Insights/ Essays/ The behaviour gap
The behaviour gap, by the numbers.
Indian investors typically earn five percentage points per year less than the funds they own. Not because they pick badly — because they get in late and get out early. Twenty years of DALBAR-style accounting, applied to the Indian SIP era, makes the cost of restlessness uncomfortably visible.
There is a number in this business that nobody likes to look at. It comes from work done in the United States twenty years ago by a firm called DALBAR, which set out to measure not what mutual funds returned but what the people who owned mutual funds experienced. The two are different. DALBAR found, year after year, that the average equity-fund investor earned roughly five percentage points per year less than the average equity fund did. The funds were doing fine. The investors were not.

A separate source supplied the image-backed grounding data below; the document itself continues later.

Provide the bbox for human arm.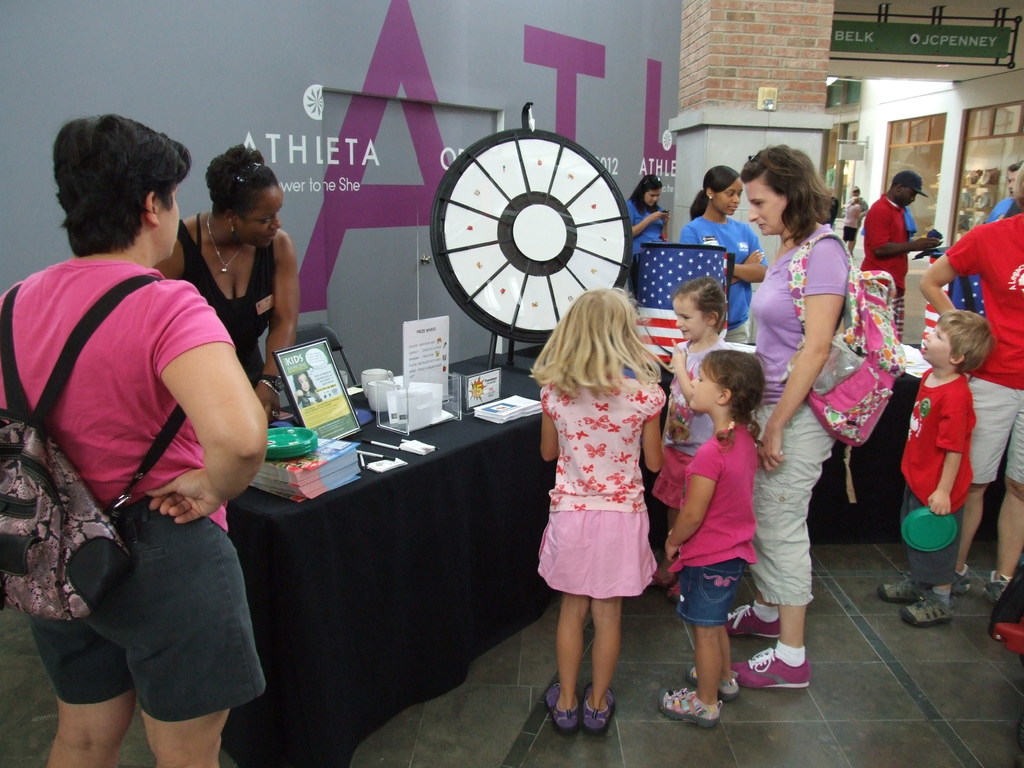
region(660, 447, 717, 563).
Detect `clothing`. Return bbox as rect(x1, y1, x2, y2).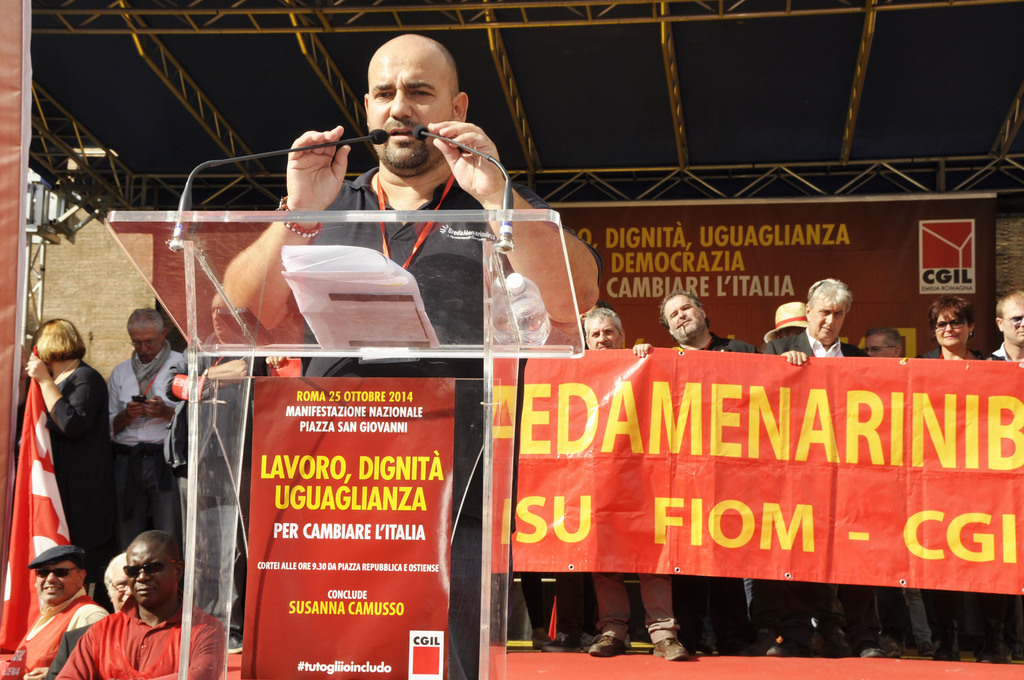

The explanation was uncomfortably simple. Investors arrived late, after a fund had run; they left early, after it had wobbled; and they switched at exactly the moments the fund was about to recover. The fund collected the cycle; the investor collected the bad half. Compounded over a working life, the five-point gap is the difference between meeting a goal and not meeting it.
The Indian record is shorter, the data thinner. We have been a serious mutual-fund market for about two decades, and the SIP era proper for barely twelve years. But the same exercise — calculate the time-weighted return the average equity fund produced, then calculate the money-weighted return the average investor experienced via the flow of unit-holder additions and redemptions, then subtract — produces a strikingly similar number for India.
A gap of five points
Across the last decade of available unit-holder data, the typical Indian equity-fund investor has earned somewhere between four and six percentage points per year less than the fund they were invested in. The gap widens in periods of high market volatility and narrows in long stretches of quiet appreciation. The driver, in both directions, is the same: the timing of inflows and outflows.
Five percentage points per year sounds small in the year you read it. It is not small over twenty.
Consider a worker who begins a ₹10,000-a-month SIP at age thirty in a fund that delivers a 13 per cent compounded return over the next twenty years. Held passively, the corpus at fifty is roughly ₹1.05 crore. The same worker, with the same fund, who experiences the typical five-point behaviour gap — same fund, just bad timing on the in-and-out — ends with roughly ₹58 lakh. Forty-five per cent of the corpus, gone. The fund did its job. The worker did most of it.
The fund did its job. The worker did most of it.
Three moments the gap is born
The gap doesn’t form continuously. It forms in three specific moments, and those moments repeat across cycles.
One · The capitulation
The textbook example is March 2020. Equity indices had fallen 30 per cent in five weeks; the news cycle was uniform; the word “capitulation” appeared in every commentary. Net inflows into equity mutual funds went negative for the first time since 2016. SIP cancellations spiked. The investors who pressed pause — or worse, redeemed — missed the 90 per cent rally that followed over the next eighteen months. Their loss was not the drawdown. Their loss was the recovery.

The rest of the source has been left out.